Six people are dead after a Royal Thai Police aircraft went down near Hua Hin Airport on April 25, 2025. The plane, a Viking DHC-6 Twin Otter, was on a test flight for parachuting training. Every person on board was killed.
The crash puts a hard focus on what the Royal Thai Police ask of its people. The force employs between 210,700 and 230,000 officers. That is roughly 17 percent of all civil servants in Thailand, not counting the military or state-owned enterprises. These officers do not just write tickets or work a desk. Their training includes paramilitary drills similar to what the army runs, with law enforcement added on top. Parachuting is part of that. It is a skill meant for search and rescue, for getting into places where roads do not go, for operations that require dropping from the sky.
That training carries risk. The crash near Hua Hin Airport is the price of that reality.
The aircraft itself is no experimental machine. The Viking DHC-6 Twin Otter is a workhorse. It is built for short runways, for rough strips, for the kind of flying that does not always happen between two paved terminals. It is used all over the world for exactly the kind of work the police were doing. A test flight for parachuting training is routine. The plane goes up. The jumpers go out. The plane comes back. On April 25, it did not come back.
The Royal Thai Police will now investigate. They will look at the condition of the aircraft. They will look at the experience of the crew. They will try to understand what went wrong. But the investigation cannot change the fact that six people are gone.
The stakes here are concrete. The Royal Thai Police is a national force. It is led by a national police chief, a position that has been in flux. Kitrat Panphet became acting police chief on March 20, 2024. Torsak Sukvimol’s reinstatement was pending approval from the prime minister as of June 24, 2024. That leadership oversees a force that is expected to do more than patrol streets. The police are expected to fly planes, to jump out of them, to conduct search and rescue missions in difficult terrain. They are expected to train for those missions. Training means test flights. Test flights mean crashes sometimes.
This is not a story about a malfunction. It is not a story about a bad pilot. It is a story about what happens when a large organization, one that puts hundreds of thousands of people into demanding roles, asks some of those people to do something dangerous. The parachuting training exercise was a critical component of police operations. That is a fact from the report. Critical components come with a cost.
The crash is a sobering reminder. But reminders do not bring anyone back. The families of the six will not be comforted by the fact that the Twin Otter is a reliable aircraft. They will not be helped by the knowledge that the police force is large and its training is rigorous. They will live with the fact that a test flight went wrong and their people did not come home.
The investigation will happen. The Royal Thai Police will look into the circumstances. The aircraft’s condition and the crew’s experience will be examined. But the event itself is already complete. Six people are dead. The force has lost six of its own. The parachuting training will continue, because the force needs it. But the next test flight will carry a heavier weight.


PROBLEM REQUIREMENTS:
As you reproduce every line below, keep it exactly as written and leave out the images.

Excerpts from a figure dataset:
######
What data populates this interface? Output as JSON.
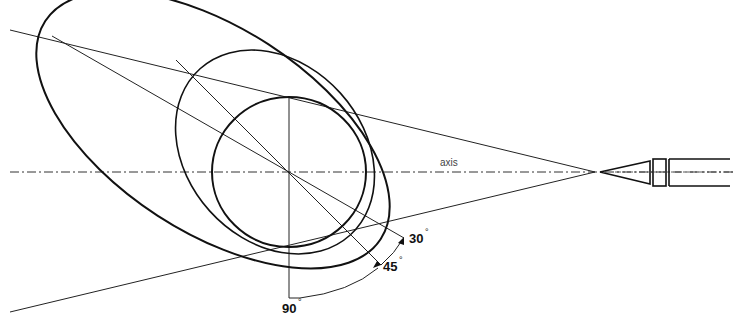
{
  "diagram": {
    "axis_label": "axis",
    "angles": [
      {
        "label": "30",
        "unit": "°"
      },
      {
        "label": "45",
        "unit": "°"
      },
      {
        "label": "90",
        "unit": "°"
      }
    ],
    "colors": {
      "stroke": "#111111",
      "thin_line": "#333333",
      "background": "#ffffff"
    }
  }
}
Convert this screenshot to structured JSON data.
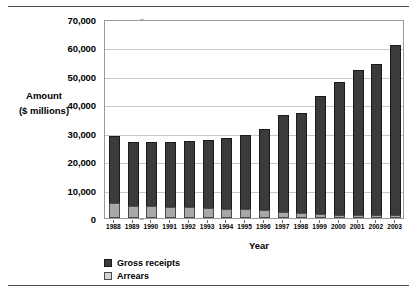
######
SOLUTION TO THIS EXERCISE:
What data populates this interface? Output as JSON.
{
  "diagram": {
    "axis_label": "axis",
    "angles": [
      {
        "label": "30",
        "unit": "°"
      },
      {
        "label": "45",
        "unit": "°"
      },
      {
        "label": "90",
        "unit": "°"
      }
    ],
    "colors": {
      "stroke": "#111111",
      "thin_line": "#333333",
      "background": "#ffffff"
    }
  }
}
Convert this screenshot to structured JSON data.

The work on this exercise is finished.